I am not one of those countrywomen who feel the need to return to the Old Country on an almost constant basis. Quite simply, it is not a very interesting place. However, I am not immune to bouts of nostalgia. I have discovered that even the unremarkable and mild hills of the Midlands can pull on the heartstrings. Heuston Station on a Saturday is a far more benign place than its Friday incarnation. Fewer shivering, endless queues. My journey into the heart of dullness was pleasant, in that not only did I get a seat, I got the seat in front as well; so I could prop up my feet. Also, no one decided to watch ‘Too Fast, Too Furious: Tokyo Drift’ on their laptop at full volume. CIE-luxe.
Oh, what a sense of security I had been lulled into.

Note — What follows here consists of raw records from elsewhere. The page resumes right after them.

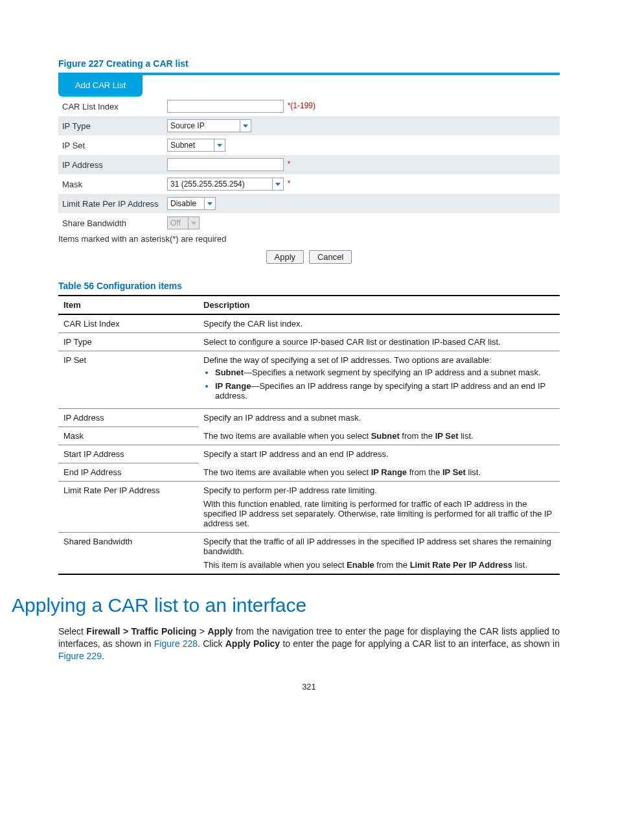 The image size is (618, 840). What do you see at coordinates (111, 126) in the screenshot?
I see `label-ip-type: IP Type` at bounding box center [111, 126].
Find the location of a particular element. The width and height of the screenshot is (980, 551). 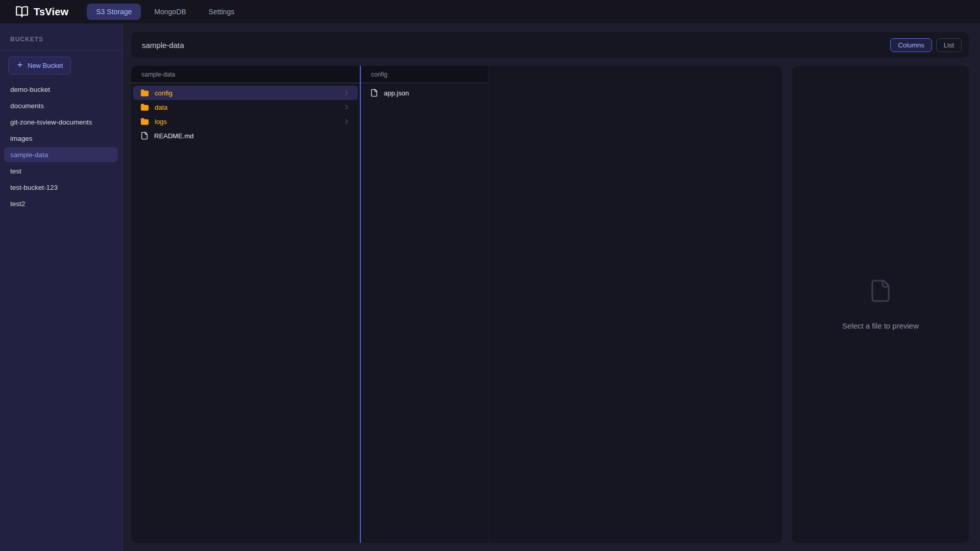

column-header: config is located at coordinates (425, 74).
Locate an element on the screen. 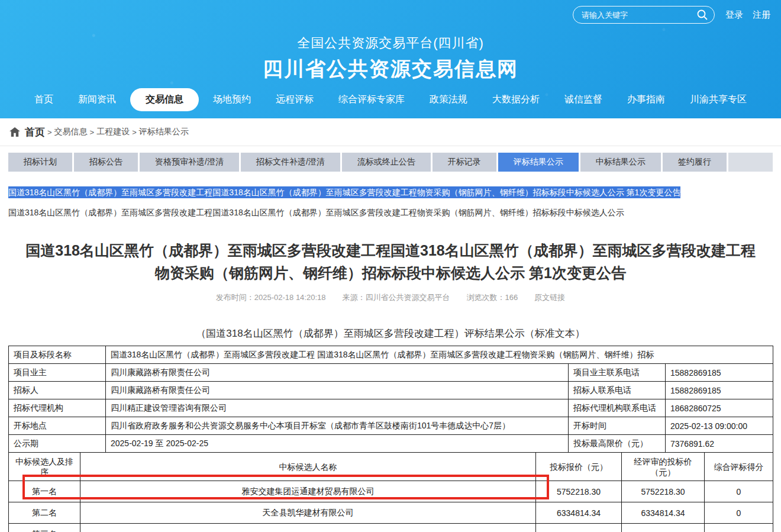 This screenshot has width=781, height=532. candidate-row-third: 第三名 is located at coordinates (391, 528).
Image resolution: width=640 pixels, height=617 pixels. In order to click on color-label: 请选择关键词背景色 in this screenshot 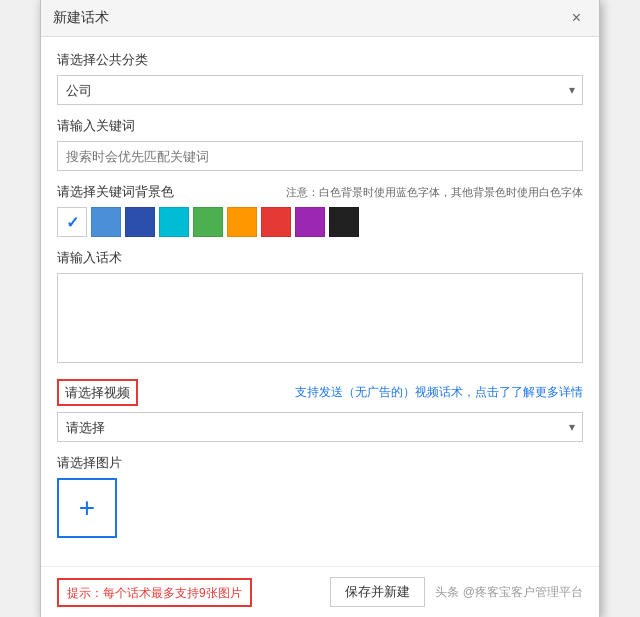, I will do `click(116, 192)`.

I had forgotten that CIE is an evil company run by bad people, and the weekend Westport-Dublin train service is its sadistic triumph. The idea of a seat is somewhat ridiculous once the locomotive leaves Claremorris, and once it reached me, the carriages are weighed down with the mentally unsound – public transport’s most loyal patrons – and Commerce students from Ballina. As I stood in the aisle for the remaining two hours of the journey, I had the good fortune to have most of these fine citizens grind against me as they fought their way to the shop. Seriously, Eileen, the carriages are full of people; the piss-stinking spaces between the carriages are full of people, do you really need a packet of cheese and onion Tayto that much?
€37 to stand for two hours in deeply uncomfortable heat, with culchies pushing past me looking for crap tea. Iarnród Éireann – what a pack of cunts.